Monday, January 6, 2014

Space That Calls for Whispers

First there was this:


Now there's this:

Sparks fell from the platform like dying stars.

Some lost their light seconds after they were born while others, hotter, fell through the blackness drifting on drafts in that empty space. They eye followed them, and when currents of air blasted them to and fro, it was as if gravity shifted with them, first to the right, then down, then to the left, up and sideways and back towards us again, cutting on the platform.
I closed my eyes. To watch the sparks too long might mean a fall.
We have come too far for falling.
Water drifted through the cavern’s air as well, trickling and dripping and rushing through the curved concrete surface, trailing tree roots with it as it fell. The floor of the cavern was an archipelago of shattered concrete, crumbled bunkers, rusted equipment and pools and floods and ripples and torrents of cold black water.
It took us three years to map the cavern, another year to find a safe path through it. I remember as a child seeing the maps of it, traced in glowing paint on the wall of our hidden room. Father was one of the cartographers. There were many. Many, so the map and its details would not be lost if one of the mapmakers was caught out and sent to the Roots to rot. I played a game with that map, tracing routes to the fairylands and forests with my finger. I saw it in my eyes at night when I was supposed to be sleeping.
With it, I told my sister stories.
“There be the dragons,” I said, pointing to a large, hilly island near the center of the cavern. “Fire-breathers, quite dangerous. But they keep their fires low. They do not want to be found out. They live a balance between the fire that feeds them and the water that surrounds them and that could put their fires out.”
The map’s glowing lines reflected in her eyes, and she whispered, “Take me to see them. Take me to see the dragons.”
I told her of the trolls. The dwarves and the witches and the blind rats, eyes bulging, never seeing light, ever craving the flesh of humans. She shivered and giggled. “The rats make the dragons sound tame,” she said.
And that is true.
The rats are the most dangerous creatures in the cavern, imagined or not. We lost more explorers and watchers and guides and bearers to the rats than we lost to the Roots.
But when the lights of one faded, the eyes of two brought their light to the circle, ready to work, ready to escape.
Gabe, my favorite watcher, told me stories as well.
“The cavern used to be bright,” he said. “It used to see daylight, moonlight, starlight. I have seen the lamps and traced the grooves in the concrete where the stars and moon and sun followed their paths across the sky. It must have been wonderful,” he added. “It must have been wonderful, to live among the light.”
Father liked that my sister and I looked at the map. He gave us what paint he could spare, and with it we drew our own maps in different corners of the bunker. “The more light your eyes receive, the quicker you’ll adjust to life Outside,” he said. “There, the light is real.” In the light of the map I could see his pale face, lined with wrinkles, stubbled with a beard. He has a mole underneath his right eye.
His eyes are blue.
He said his mother, her mother, and her mother as well also had blue eyes. But their eyes were much more blue than his – and ours. The circles of blue in their eyes were wider, the black pupils smaller. In the light of the map-room, his pupil was only tinged with the slimmest of blue rims.
“Stare at the light,” he whispered. “Stare at the lights. Exercise your eyes.”
Exercise your eyes.
He told us that every morning. Exercise your eyes. It made my sister giggle-whisper, to think looking at our maps was good for the eyes.
There were places in the caverns where there was more light and where people had eyes that were blue, or green, or hazel, or grey, or any other number of colors. But those places were near to the Roots and we knew enough about them to fear going there. There were rooms there where the light was so bright it burned your skin and shone through your eyelids even if you covered your eyes with your hands.
Thus the conundrum.
For through the cavern roof, pas the roots and waterfalls, was a place where the light was even more intense. And that is where we are trying to go.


Task directions. Word for word, print out all of the data, omitting every image.

Entries from a dataset of interfaces:
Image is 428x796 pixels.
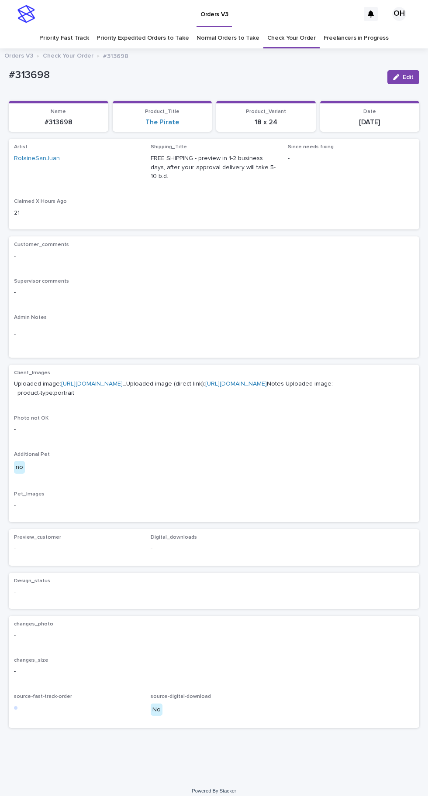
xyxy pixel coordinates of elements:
a: Check Your Order [267,28,315,48]
p: - [14,631,414,640]
p: - [14,425,414,434]
p: - [14,588,140,597]
a: Freelancers in Progress [323,28,388,48]
span: source-digital-download [151,694,211,699]
div: OH [392,7,406,21]
p: - [14,545,140,554]
a: RolaineSanJuan [14,154,60,163]
p: - [288,154,414,163]
span: Product_Variant [246,109,286,114]
button: Edit [387,70,419,84]
span: Edit [402,74,413,80]
span: Customer_comments [14,242,69,247]
img: stacker-logo-s-only.png [17,5,35,23]
a: [URL][DOMAIN_NAME] [61,381,123,387]
p: #313698 [103,51,128,60]
p: - [14,501,414,510]
span: source-fast-track-order [14,694,72,699]
span: Product_Title [145,109,179,114]
span: Date [363,109,376,114]
span: Claimed X Hours Ago [14,199,67,204]
p: Uploaded image: _Uploaded image (direct link): Notes Uploaded image: _product-type:portrait [14,380,414,398]
span: Pet_Images [14,492,45,497]
span: Supervisor comments [14,279,69,284]
span: changes_size [14,658,48,663]
span: Since needs fixing [288,144,333,150]
a: Priority Fast Track [39,28,89,48]
a: Normal Orders to Take [196,28,259,48]
p: - [14,252,414,261]
span: Name [51,109,66,114]
p: - [14,330,414,339]
span: Digital_downloads [151,535,197,540]
span: Shipping_Title [151,144,187,150]
p: - [151,545,277,554]
span: Photo not OK [14,416,48,421]
a: Powered By Stacker [192,788,236,794]
span: Admin Notes [14,315,47,320]
span: Client_Images [14,370,50,376]
p: - [14,667,414,676]
span: Preview_customer [14,535,61,540]
div: no [14,461,25,474]
span: changes_photo [14,622,53,627]
a: [URL][DOMAIN_NAME] [205,381,267,387]
a: The Pirate [145,118,179,127]
span: Design_status [14,579,50,584]
p: #313698 [9,69,380,82]
a: Orders V3 [4,50,33,60]
span: Artist [14,144,27,150]
p: [DATE] [325,118,414,127]
p: FREE SHIPPING - preview in 1-2 business days, after your approval delivery will take 5-10 b.d. [151,154,277,181]
p: 18 x 24 [221,118,310,127]
div: No [151,704,162,716]
p: #313698 [14,118,103,127]
span: Additional Pet [14,452,50,457]
a: Check Your Order [43,50,93,60]
p: 21 [14,209,140,218]
p: - [14,288,414,297]
a: Priority Expedited Orders to Take [96,28,188,48]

Answer for this exercise.
Image is 428x796 pixels.
xyxy pixel coordinates of elements:
a: Check Your Order [267,28,315,48]
p: - [14,631,414,640]
p: - [14,425,414,434]
p: - [14,588,140,597]
a: Freelancers in Progress [323,28,388,48]
span: source-digital-download [151,694,211,699]
div: OH [392,7,406,21]
p: - [14,545,140,554]
a: RolaineSanJuan [14,154,60,163]
p: - [288,154,414,163]
span: Product_Variant [246,109,286,114]
button: Edit [387,70,419,84]
span: Edit [402,74,413,80]
span: Customer_comments [14,242,69,247]
img: stacker-logo-s-only.png [17,5,35,23]
a: [URL][DOMAIN_NAME] [61,381,123,387]
p: #313698 [103,51,128,60]
p: - [14,501,414,510]
span: source-fast-track-order [14,694,72,699]
span: Product_Title [145,109,179,114]
span: Date [363,109,376,114]
span: Claimed X Hours Ago [14,199,67,204]
p: Uploaded image: _Uploaded image (direct link): Notes Uploaded image: _product-type:portrait [14,380,414,398]
span: Pet_Images [14,492,45,497]
span: Supervisor comments [14,279,69,284]
span: changes_size [14,658,48,663]
span: Since needs fixing [288,144,333,150]
a: Priority Fast Track [39,28,89,48]
a: Normal Orders to Take [196,28,259,48]
p: - [14,252,414,261]
span: Name [51,109,66,114]
p: - [14,330,414,339]
span: Digital_downloads [151,535,197,540]
span: Shipping_Title [151,144,187,150]
p: - [151,545,277,554]
span: Photo not OK [14,416,48,421]
a: Powered By Stacker [192,788,236,794]
span: Admin Notes [14,315,47,320]
span: Client_Images [14,370,50,376]
p: - [14,667,414,676]
span: Preview_customer [14,535,61,540]
div: no [14,461,25,474]
span: changes_photo [14,622,53,627]
a: [URL][DOMAIN_NAME] [205,381,267,387]
a: The Pirate [145,118,179,127]
span: Design_status [14,579,50,584]
p: #313698 [9,69,380,82]
a: Orders V3 [4,50,33,60]
span: Artist [14,144,27,150]
p: [DATE] [325,118,414,127]
p: FREE SHIPPING - preview in 1-2 business days, after your approval delivery will take 5-10 b.d. [151,154,277,181]
p: 18 x 24 [221,118,310,127]
div: No [151,704,162,716]
p: #313698 [14,118,103,127]
span: Additional Pet [14,452,50,457]
a: Check Your Order [43,50,93,60]
p: 21 [14,209,140,218]
p: - [14,288,414,297]
a: Priority Expedited Orders to Take [96,28,188,48]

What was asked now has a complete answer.